It’s pretty interesting to drill down into that map. In my “past peak” area, all the “big” (for this area) hospitals are in the orange or red, while smaller hospitals are mostly “blue”. In one town (well over an hour away) with both a “large” and a smaller hospital, the larger facility is reporting -
Inpatient Beds:
97 inpatient beds occupied
101 inpatient beds total
3.96% of inpatient beds available
ICU Beds:
12 inpatient ICU beds occupied
16 inpatient ICU beds total
25% of inpatient ICU beds available
One bad multi-car accident on either of the 2 nearby Interstate highways nearby and they’ll be shipping out patients - not necessarily even critical ones. By those stats EVERY non-ICU room is occupied. (Makes sense, local docs say they’ve been full to the gills with moderate cases.)
The smaller facility:
Inpatient Beds:
6 inpatient beds occupied
47 inpatient beds total
87.23% of inpatient beds available (This makes NO sense at all - what hospital EVER has such low utilization?)
ICU Beds:
No Data Available
4 inpatient ICU beds total
No Data Available
I have a feeling data from some smaller hospitals is essentially useless.
Looking elsewhere across our region, some hospitals’ ICU’s are completely maxed out: The nearest to me has 24 of their 24 ICU beds in use, with just under 20% of the non-ICU beds still available; another a few miles away has 21 of 44 ICU beds available and similarly just under 20% of non-ICU beds available. The latter may be an example of ICU beds available but some poorly purposed for respiratory diseases: That hospital is where most ambulatory auto accident patients go, and we fairly often have accidents sending several serious or worse patients there (esp. from the omnipresent (small “o”) work zones on the Interstate hwy.
One other thing I noticed is that facilities near us that specialize in extended recovery type care (no ICU beds, they take mostly patients recovering from ICU time) are quite full. One I’m personally familiar with has 21 of 22 inpatient beds occupied.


- **INSTRUCTIONS TO FOLLOW**: No pictures belong in the copy, but every line of the material below must be reproduced exactly.

+-------+

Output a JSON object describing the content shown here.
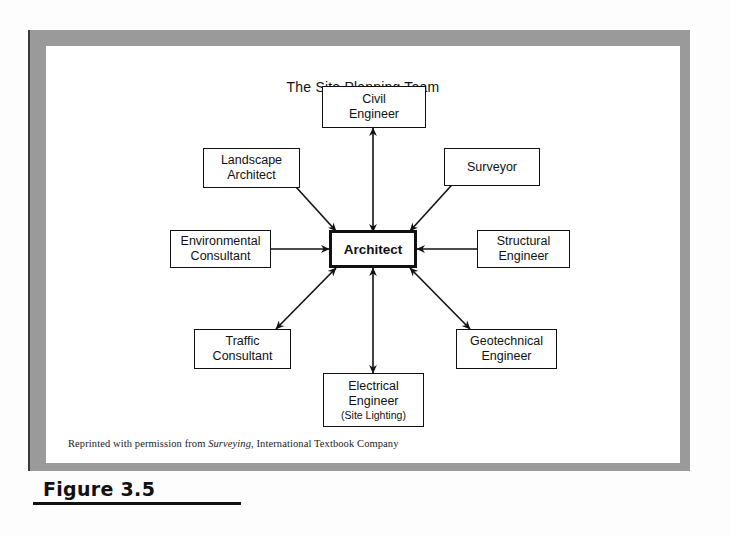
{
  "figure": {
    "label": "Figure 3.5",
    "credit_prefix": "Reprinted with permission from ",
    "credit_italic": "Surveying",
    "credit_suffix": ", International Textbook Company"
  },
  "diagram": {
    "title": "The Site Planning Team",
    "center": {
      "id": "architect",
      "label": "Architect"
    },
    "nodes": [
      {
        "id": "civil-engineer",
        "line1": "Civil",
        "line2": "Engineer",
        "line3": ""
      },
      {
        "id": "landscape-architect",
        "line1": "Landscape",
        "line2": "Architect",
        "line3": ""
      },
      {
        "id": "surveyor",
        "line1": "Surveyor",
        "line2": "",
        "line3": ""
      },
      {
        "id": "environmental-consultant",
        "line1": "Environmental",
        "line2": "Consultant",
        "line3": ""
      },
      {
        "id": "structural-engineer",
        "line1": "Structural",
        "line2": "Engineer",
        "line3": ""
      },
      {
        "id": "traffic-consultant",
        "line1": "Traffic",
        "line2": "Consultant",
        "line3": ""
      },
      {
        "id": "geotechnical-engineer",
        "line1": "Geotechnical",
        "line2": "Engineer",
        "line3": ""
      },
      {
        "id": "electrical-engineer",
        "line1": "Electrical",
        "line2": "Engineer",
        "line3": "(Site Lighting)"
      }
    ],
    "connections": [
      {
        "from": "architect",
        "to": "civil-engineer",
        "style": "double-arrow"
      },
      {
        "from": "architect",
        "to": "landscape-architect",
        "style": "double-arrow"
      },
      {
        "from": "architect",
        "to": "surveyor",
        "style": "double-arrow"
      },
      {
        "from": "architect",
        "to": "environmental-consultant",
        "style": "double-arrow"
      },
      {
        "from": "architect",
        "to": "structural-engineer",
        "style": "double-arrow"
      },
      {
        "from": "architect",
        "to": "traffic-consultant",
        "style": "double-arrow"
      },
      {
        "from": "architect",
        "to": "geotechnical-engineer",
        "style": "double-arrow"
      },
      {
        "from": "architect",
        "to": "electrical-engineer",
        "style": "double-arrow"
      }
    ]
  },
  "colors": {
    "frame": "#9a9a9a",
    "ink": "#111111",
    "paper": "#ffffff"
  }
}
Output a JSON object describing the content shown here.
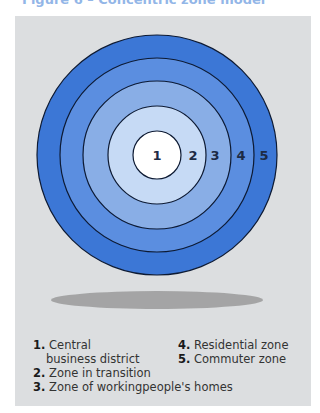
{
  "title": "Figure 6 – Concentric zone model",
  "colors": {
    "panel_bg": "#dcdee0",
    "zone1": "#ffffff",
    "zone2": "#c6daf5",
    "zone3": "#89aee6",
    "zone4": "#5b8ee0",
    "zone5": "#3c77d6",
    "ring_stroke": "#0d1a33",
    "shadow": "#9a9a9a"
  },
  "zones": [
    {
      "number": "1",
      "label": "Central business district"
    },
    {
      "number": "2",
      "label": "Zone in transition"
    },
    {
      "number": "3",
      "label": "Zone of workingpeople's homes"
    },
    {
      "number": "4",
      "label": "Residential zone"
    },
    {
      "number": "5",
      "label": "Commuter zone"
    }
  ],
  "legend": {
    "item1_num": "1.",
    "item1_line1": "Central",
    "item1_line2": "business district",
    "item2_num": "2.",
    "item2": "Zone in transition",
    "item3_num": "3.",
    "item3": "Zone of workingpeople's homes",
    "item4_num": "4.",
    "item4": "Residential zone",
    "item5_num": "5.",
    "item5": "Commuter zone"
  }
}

+-------+

- **PROBLEM SOLUTION**:
Output a JSON object describing the content shown here.
{
  "figure": {
    "label": "Figure 3.5",
    "credit_prefix": "Reprinted with permission from ",
    "credit_italic": "Surveying",
    "credit_suffix": ", International Textbook Company"
  },
  "diagram": {
    "title": "The Site Planning Team",
    "center": {
      "id": "architect",
      "label": "Architect"
    },
    "nodes": [
      {
        "id": "civil-engineer",
        "line1": "Civil",
        "line2": "Engineer",
        "line3": ""
      },
      {
        "id": "landscape-architect",
        "line1": "Landscape",
        "line2": "Architect",
        "line3": ""
      },
      {
        "id": "surveyor",
        "line1": "Surveyor",
        "line2": "",
        "line3": ""
      },
      {
        "id": "environmental-consultant",
        "line1": "Environmental",
        "line2": "Consultant",
        "line3": ""
      },
      {
        "id": "structural-engineer",
        "line1": "Structural",
        "line2": "Engineer",
        "line3": ""
      },
      {
        "id": "traffic-consultant",
        "line1": "Traffic",
        "line2": "Consultant",
        "line3": ""
      },
      {
        "id": "geotechnical-engineer",
        "line1": "Geotechnical",
        "line2": "Engineer",
        "line3": ""
      },
      {
        "id": "electrical-engineer",
        "line1": "Electrical",
        "line2": "Engineer",
        "line3": "(Site Lighting)"
      }
    ],
    "connections": [
      {
        "from": "architect",
        "to": "civil-engineer",
        "style": "double-arrow"
      },
      {
        "from": "architect",
        "to": "landscape-architect",
        "style": "double-arrow"
      },
      {
        "from": "architect",
        "to": "surveyor",
        "style": "double-arrow"
      },
      {
        "from": "architect",
        "to": "environmental-consultant",
        "style": "double-arrow"
      },
      {
        "from": "architect",
        "to": "structural-engineer",
        "style": "double-arrow"
      },
      {
        "from": "architect",
        "to": "traffic-consultant",
        "style": "double-arrow"
      },
      {
        "from": "architect",
        "to": "geotechnical-engineer",
        "style": "double-arrow"
      },
      {
        "from": "architect",
        "to": "electrical-engineer",
        "style": "double-arrow"
      }
    ]
  },
  "colors": {
    "frame": "#9a9a9a",
    "ink": "#111111",
    "paper": "#ffffff"
  }
}
Output a JSON object describing the content shown here.
{
  "title": "Figure 6 – Concentric zone model",
  "colors": {
    "panel_bg": "#dcdee0",
    "zone1": "#ffffff",
    "zone2": "#c6daf5",
    "zone3": "#89aee6",
    "zone4": "#5b8ee0",
    "zone5": "#3c77d6",
    "ring_stroke": "#0d1a33",
    "shadow": "#9a9a9a"
  },
  "zones": [
    {
      "number": "1",
      "label": "Central business district"
    },
    {
      "number": "2",
      "label": "Zone in transition"
    },
    {
      "number": "3",
      "label": "Zone of workingpeople's homes"
    },
    {
      "number": "4",
      "label": "Residential zone"
    },
    {
      "number": "5",
      "label": "Commuter zone"
    }
  ],
  "legend": {
    "item1_num": "1.",
    "item1_line1": "Central",
    "item1_line2": "business district",
    "item2_num": "2.",
    "item2": "Zone in transition",
    "item3_num": "3.",
    "item3": "Zone of workingpeople's homes",
    "item4_num": "4.",
    "item4": "Residential zone",
    "item5_num": "5.",
    "item5": "Commuter zone"
  }
}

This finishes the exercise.